Rowan Fulton on Pentimento: Paintings by Mike McConnell at School 33
Currently on view in the Members Gallery of School 33 Art Center, Pentimento, a solo show of recent paintings by Mike McConnell, serves up fresh and satisfying images, while also raising questions regarding the relationships between narrative, design, and painting.
At the risk of sounding dismissive, McConnell’s works come across collectively as happy paintings. Loopy squiggles and bouncy shapes bathe the gallery in arborescent greens, warm reddish browns, and lush blues, while icons of nature and domesticity convey an earnest appreciation of both exploration and home. Titles like “Snake River Picnic” and “Overheard at Giverny” relay the artist’s attentiveness to location and desire to respond to it through painting, and even McConnell’s process of scraping and sanding back into his marks to reveal former paint layers yields results which come across as inquisitive, rather than aggressive. This uplifting tone does not in any sense inhibit the works; on the contrary, I would argue that much of their appeal rests in their unpretentious, positive outlook on life.

While the jubilant shapes and colors serve the work well, I am less convinced by their textural qualities. Upon inspecting the surface of these paintings, I notice moments of unappealing acrylic buildup, the result of painting flat planes of color over unsanded densely-painted areas, and this leads me to a concern regarding the aim of the work. McConnell claims that he uses his painted panels as sketchbooks of a sort, which he saturates with elements of personal narrative, before editing and concealing or pulling back areas of the painting in a sort of collage process. This seems central to the artist’s ideas, and the name of the show itself, “Pentimento” is an Italian Renaissance term referring to the process of changing one’s mind and painting over previous details. This interest does not connect so well, however, to the medium of acrylic paint, which does complement some of McConnell’s clean, hard-edged planes of color, but in other areas produces a tough, plasticky film which is unforgiving after drying. I would be interested in seeing the artist explore media which better serve his interests in selective obfuscation and layering.

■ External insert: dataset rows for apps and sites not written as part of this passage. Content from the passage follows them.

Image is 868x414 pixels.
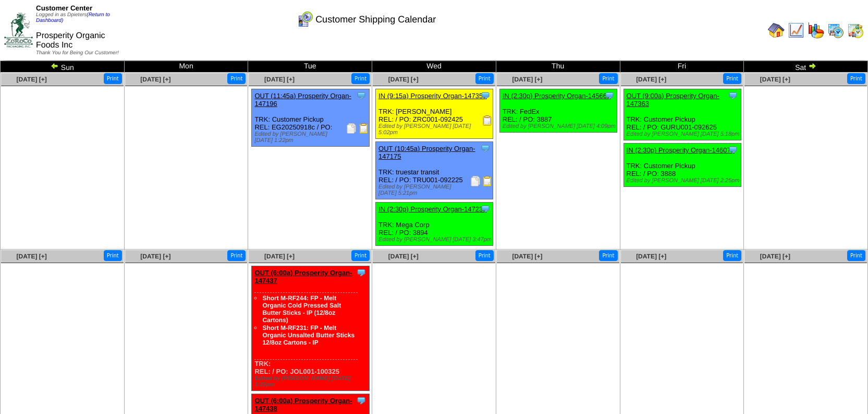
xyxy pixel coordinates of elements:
a: [DATE] [+] [140,253,171,260]
td: Sat [744,61,868,73]
td: Tue [248,61,372,73]
img: arrowleft.gif [51,61,59,70]
img: Tooltip [356,267,367,278]
a: OUT (9:00a) Prosperity Organ-147363 [627,92,719,108]
a: [DATE] [+] [760,76,791,83]
span: Thank You for Being Our Customer! [36,50,119,56]
img: Packing Slip [346,123,357,134]
a: [DATE] [+] [265,253,295,260]
img: calendarcustomer.gif [297,11,313,27]
div: TRK: Customer Pickup REL: / PO: 3888 [624,143,741,187]
div: TRK: REL: / PO: JOL001-100325 [252,266,369,391]
img: line_graph.gif [788,22,804,39]
div: Edited by [PERSON_NAME] [DATE] 5:18pm [627,131,741,137]
a: [DATE] [+] [512,253,542,260]
a: [DATE] [+] [760,253,791,260]
span: Logged in as Dpieters [36,12,110,23]
div: TRK: Customer Pickup REL: / PO: GURU001-092625 [624,89,741,140]
img: Bill of Lading [482,176,493,186]
img: Tooltip [605,90,615,101]
img: ZoRoCo_Logo(Green%26Foil)%20jpg.webp [4,12,33,48]
div: TRK: [PERSON_NAME] REL: / PO: ZRC001-092425 [376,89,493,139]
a: [DATE] [+] [636,76,666,83]
td: Sun [1,61,125,73]
div: TRK: Mega Corp REL: / PO: 3894 [376,202,493,246]
div: Edited by [PERSON_NAME] [DATE] 1:22pm [254,131,369,143]
a: IN (2:30p) Prosperity Organ-145665 [503,92,611,100]
button: Print [227,73,246,84]
td: Fri [620,61,744,73]
img: Packing Slip [470,176,481,186]
button: Print [227,250,246,261]
button: Print [847,250,866,261]
a: IN (2:30p) Prosperity Organ-147233 [379,205,486,213]
a: [DATE] [+] [512,76,542,83]
button: Print [104,250,122,261]
button: Print [724,73,741,84]
div: Edited by [PERSON_NAME] [DATE] 1:25pm [254,375,369,388]
a: [DATE] [+] [388,253,419,260]
span: Customer Shipping Calendar [316,14,436,25]
img: arrowright.gif [808,61,817,70]
button: Print [104,73,122,84]
div: TRK: FedEx REL: / PO: 3887 [499,89,617,133]
img: graph.gif [808,22,825,39]
div: Edited by [PERSON_NAME] [DATE] 4:09pm [503,123,617,130]
a: IN (2:30p) Prosperity Organ-146078 [627,146,735,154]
td: Wed [372,61,496,73]
div: TRK: Customer Pickup REL: EG20250918c / PO: [252,89,369,146]
div: Edited by [PERSON_NAME] [DATE] 5:21pm [379,184,493,196]
a: (Return to Dashboard) [36,12,110,23]
a: [DATE] [+] [140,76,171,83]
img: Bill of Lading [358,123,369,134]
button: Print [351,250,370,261]
a: Short M-RF231: FP - Melt Organic Unsalted Butter Sticks 12/8oz Cartons - IP [262,324,354,346]
button: Print [476,250,494,261]
td: Thu [496,61,620,73]
img: Tooltip [480,90,490,101]
a: [DATE] [+] [17,76,47,83]
button: Print [599,73,617,84]
img: calendarprod.gif [828,22,844,39]
button: Print [724,250,741,261]
a: OUT (11:45a) Prosperity Organ-147196 [254,92,351,108]
button: Print [599,250,617,261]
a: [DATE] [+] [388,76,419,83]
a: Short M-RF244: FP - Melt Organic Cold Pressed Salt Butter Sticks - IP (12/8oz Cartons) [262,294,341,324]
img: Tooltip [480,203,490,214]
img: Tooltip [356,395,367,406]
div: Edited by [PERSON_NAME] [DATE] 3:47pm [379,236,493,243]
img: home.gif [768,22,785,39]
img: Tooltip [356,90,367,101]
div: Edited by [PERSON_NAME] [DATE] 2:25pm [627,177,741,184]
a: [DATE] [+] [17,253,47,260]
a: [DATE] [+] [265,76,295,83]
button: Print [351,73,370,84]
div: Edited by [PERSON_NAME] [DATE] 5:02pm [379,123,493,136]
span: Customer Center [36,4,92,12]
img: Tooltip [728,145,738,155]
a: IN (9:15a) Prosperity Organ-147359 [379,92,486,100]
a: OUT (6:00a) Prosperity Organ-147438 [254,397,352,412]
span: [DATE] [+] [636,253,666,260]
button: Print [847,73,866,84]
a: OUT (6:00a) Prosperity Organ-147437 [254,269,352,284]
img: Tooltip [480,143,490,153]
img: calendarinout.gif [847,22,864,39]
a: OUT (10:45a) Prosperity Organ-147175 [379,145,475,160]
button: Print [476,73,494,84]
img: Tooltip [728,90,738,101]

It is worth mentioning that McConnell, a graduate of Maryland Institute College of Art (’75), has had a successful career in commercial illustration and a background in graphic design before dedicating himself completely to fine art, as his paintings seem to live in the intersections between these visual languages. We detect nameable objects (a bike, a sleeping dog) and feel compelled to weave them into a narrative, while at the same time, consistent design elements (stripes, squiggles, patterns) infuse the work with an unmistakable designer-sensibility.

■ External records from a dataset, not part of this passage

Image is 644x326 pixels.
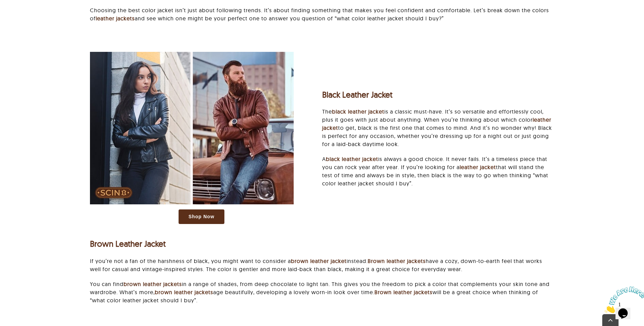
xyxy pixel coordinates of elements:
span: Shop Now [189,214,214,220]
a: black leather jacket [332,108,384,115]
a: brown leather jackets [123,281,182,288]
a: Brown leather jackets [367,258,426,265]
p: A is always a good choice. It never fails. It’s a timeless piece that you can rock year after yea... [322,155,554,187]
img: Black and brown leather jackets [90,52,294,204]
a: Brown Leather Jacket [90,238,166,249]
iframe: chat widget [602,284,644,316]
a: black leather jacket [326,156,378,162]
img: Chat attention grabber [3,3,45,29]
a: Brown leather jackets [374,289,433,296]
p: You can find in a range of shades, from deep chocolate to light tan. This gives you the freedom t... [90,280,554,305]
span: 1 [3,3,5,9]
a: brown leather jackets [155,289,213,296]
p: If you’re not a fan of the harshness of black, you might want to consider a instead. have a cozy,... [90,257,554,273]
a: leather jacket [460,164,496,171]
p: The is a classic must-have. It’s so versatile and effortlessly cool, plus it goes with just about... [322,107,554,148]
a: brown leather jacket [291,258,347,265]
a: leather jackets [96,15,135,22]
a: Shop Now [178,210,224,224]
a: Black Leather Jacket [322,90,392,100]
p: Choosing the best color jacket isn’t just about following trends. It’s about finding something th... [90,6,554,22]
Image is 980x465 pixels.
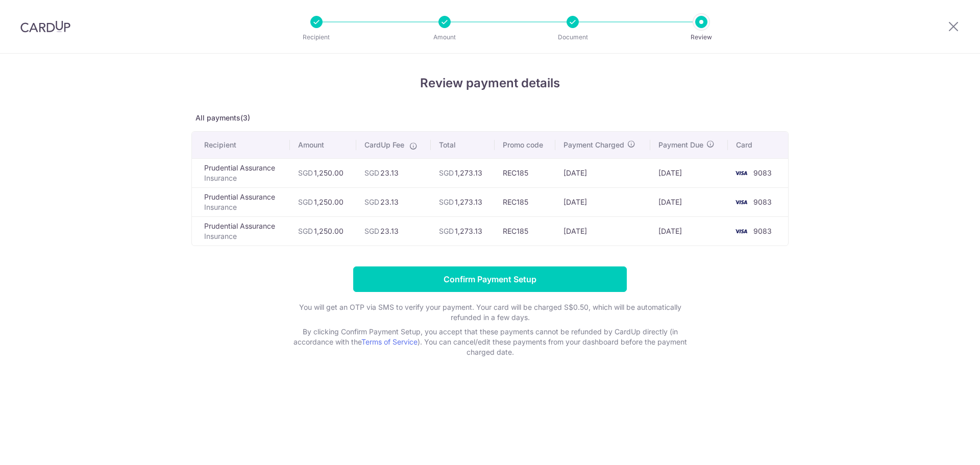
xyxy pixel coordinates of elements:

In places, these paired sensibilities come together beautifully, as in “Chautauqua Opening,” in which a wide open swatch of watery blue grounds the image in atmospheric logic, while 2D design elements (text scratched into coiling bands and hovering pockets of colorful pattern) activate the upper portion of the composition. In a direct, designlike approach to discussing themes of exploration, the scratchy text lists the names of cities, however the forms of the bands are open-ended enough that we are not handed a clear explanation of their meaning. In contrast, the elements of design and illustration, are all but battling one another in “Through Chandler with Jaehyo,” the painting which has been featured on much of the advertising material for the show. Here, cut-out shapes of a muddy spiral pattern are forced haphazardly on top of an intact scene of a verdant mountain, and the effect is jarring and unappetizing.

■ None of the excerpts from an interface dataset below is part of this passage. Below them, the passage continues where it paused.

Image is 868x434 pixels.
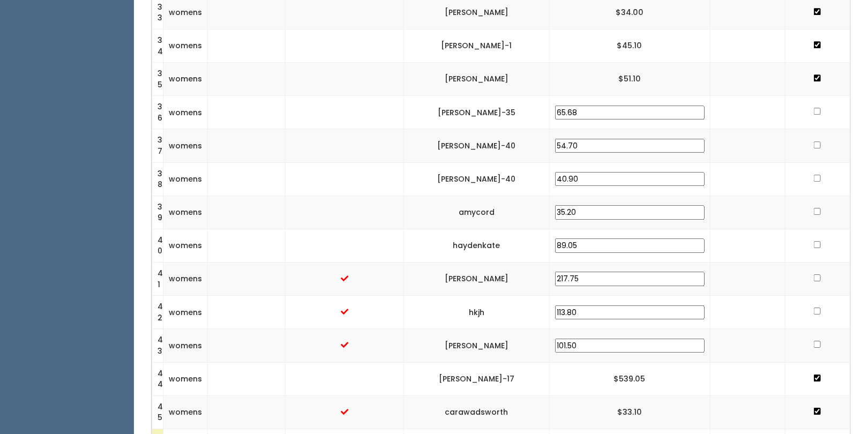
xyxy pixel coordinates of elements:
[163,63,208,96] td: womens
[404,129,549,163] td: [PERSON_NAME]-40
[163,395,208,428] td: womens
[152,395,163,428] td: 45
[163,296,208,329] td: womens
[152,129,163,163] td: 37
[152,329,163,362] td: 43
[404,228,549,262] td: haydenkate
[152,63,163,96] td: 35
[549,63,710,96] td: $51.10
[404,96,549,129] td: [PERSON_NAME]-35
[163,329,208,362] td: womens
[549,395,710,428] td: $33.10
[404,263,549,296] td: [PERSON_NAME]
[163,96,208,129] td: womens
[163,163,208,196] td: womens
[163,196,208,228] td: womens
[404,29,549,62] td: [PERSON_NAME]-1
[152,296,163,329] td: 42
[404,163,549,196] td: [PERSON_NAME]-40
[152,29,163,62] td: 34
[163,362,208,395] td: womens
[152,163,163,196] td: 38
[152,263,163,296] td: 41
[163,129,208,163] td: womens
[404,196,549,228] td: amycord
[163,228,208,262] td: womens
[163,263,208,296] td: womens
[404,63,549,96] td: [PERSON_NAME]
[549,29,710,62] td: $45.10
[404,362,549,395] td: [PERSON_NAME]-17
[404,329,549,362] td: [PERSON_NAME]
[152,362,163,395] td: 44
[549,362,710,395] td: $539.05
[163,29,208,62] td: womens
[152,228,163,262] td: 40
[152,96,163,129] td: 36
[404,296,549,329] td: hkjh
[152,196,163,228] td: 39
[404,395,549,428] td: carawadsworth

Particularly appealing among the paintings, “Heron” stands out from the rest by employing a selective color palette of silvery greens and grays. By paring down the colors, the artist relies more on directionality of mark and texture to convey a sensation of swift, fluid movement. Here, McConnell is unencumbered by too much recognizable imagery (we are provided with the unmistakeable forms of fish popping out amid the brushstrokes, and the impression that we are observing them through clear water, from an aerial perspective) in exchange for a dense buildup of predominantly abstract marks. Here, I am most convinced that the scratchy marks and clumsy edges are necessary to the character of the work, and I found myself spending the most time with this painting.
Pentimento will be on view at School 33 Art Center, located at 1427 Light St. in Baltimore, MD, through August 22, 2015.
Author Rowan Fulton is a Baltimore-based painter and writer.